You can’t legislate morality. Or so they saying goes.
This argument is used by people who support abortion rights, saying that even if we make laws against abortion, it won’t help until the root issue is confronted. But a new study shows otherwise.
Certainly no law can make a person’s moral core change, but legislation is affecting the number of abortions performed.
According to US News, pro-life laws that have been created “since 1990 in some 34 states have helped to slash abortion rates by over 22 percent.” The report cites the scholarly journal, State Politics & Policy Quarterly, which found:
Reviewing abortion data as far back as the 1960s, the report said that use of the procedure surged until the 1990s when states started enacting anti-abortion restrictions, such as requiring women to wait before having an abortion, notifying parents of teens, and cutting Medicaid expenses.
The report says that “Parental involvement and notification laws do seem to work to curb teen abortion rates by about 15 percent” and “cutting Medicaid funding is credited with reducing tax funded abortion by 9 percent.” It concludes:
"The results indicate that enforced laws result in significantly larger in-state abortion declines than nullified laws… results indicated that various types of legislation had disparate and predictable effects on different subsets of the population. For instance, parental involvement laws have a large effect on the abortion rate for minors and virtually no effect on the abortion rate for adults. These results provide further evidence that anti-abortion legislation results in declines in the number of abortions that take place within the boundaries of a given state.”

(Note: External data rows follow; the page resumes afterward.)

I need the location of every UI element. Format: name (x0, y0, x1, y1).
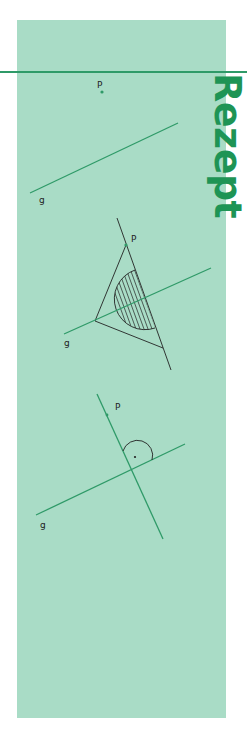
line-g (30, 123, 178, 193)
set-square-leg (95, 245, 126, 321)
point-label: P (97, 80, 103, 90)
right-angle-dot-icon (134, 456, 136, 458)
line-label: g (39, 195, 45, 205)
point-p-icon (106, 414, 109, 417)
point-p-icon (124, 243, 127, 246)
point-p-icon (100, 90, 103, 93)
line-label: g (64, 338, 70, 348)
set-square-edge (117, 218, 171, 370)
construction-drawings: P g P g (0, 0, 247, 737)
point-label: P (115, 402, 121, 412)
figure-2: P g (64, 218, 211, 370)
line-label: g (40, 520, 46, 530)
hatching (92, 230, 172, 340)
right-angle-arc-icon (123, 440, 153, 460)
figure-1: P g (30, 80, 178, 205)
figure-3: P g (36, 394, 185, 539)
point-label: P (131, 234, 137, 244)
line-g (36, 444, 185, 515)
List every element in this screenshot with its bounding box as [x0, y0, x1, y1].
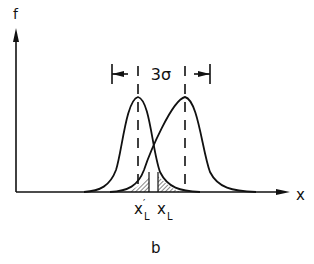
left-distribution-curve: [84, 97, 200, 192]
svg-text:L: L: [167, 211, 173, 222]
svg-text:′: ′: [143, 198, 146, 209]
label-x-prime-L: x ′ L: [134, 198, 150, 222]
label-x-L: x L: [157, 200, 173, 222]
svg-text:x: x: [134, 200, 143, 218]
right-distribution-curve: [110, 97, 256, 192]
x-axis-label: x: [296, 186, 305, 204]
x-axis-arrow-icon: [276, 189, 290, 195]
y-axis: [13, 28, 19, 192]
dimension-label: 3σ: [151, 65, 171, 84]
svg-text:x: x: [157, 200, 166, 218]
panel-label: b: [151, 239, 161, 257]
y-axis-arrow-icon: [13, 28, 19, 42]
dimension-arrow-left-icon: [112, 71, 124, 77]
diagram-canvas: f x 3σ x ′ L x L b: [0, 0, 314, 264]
dimension-arrow-right-icon: [198, 71, 210, 77]
y-axis-label: f: [13, 6, 19, 22]
svg-text:L: L: [144, 211, 150, 222]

What’s notable about this, besides the obvious and substantial decrease in abortion, is that state laws show no sign of simmering when it comes to pro-life legislation. This article reports on various legislation that was being considered on March 4. Since then Minnesota has added a fetal pain bill like the one that drove late-term abortionist Leroy Carhart out of Nebraska last year. And this week it passed the first stages of its proposed fetal cloning bill. This year, the state of Florida has introduced 18 pro-life bills. Frankly, I have lost track of the bills running through state houses, and governor’s desks these days. It’s really that many.While no bill actually will make abortion illegal in the United States, as we continue to pray, each one is a step closer to forming a culture of life in our nation.
The prayer force against the shedding of innocent blood has been growing exponentially each year. A scientist would say that that correlation isn’t appropriate on which to draw a conclusion. But I think I’ll remain on the prayer side of the issue just the same. Sometimes because we can’t see what’s happening at the moment we pray, it’s easy to get discouraged. Don’t! When was the last time you could lose count of the number of pro-life bills sitting in state capitals? That’s the result of prayer. It will never be proven by science, but it will be proven by history—which still belongs to the intercessors.
It seems that “legislating morality” has a positive effect on a nation after all.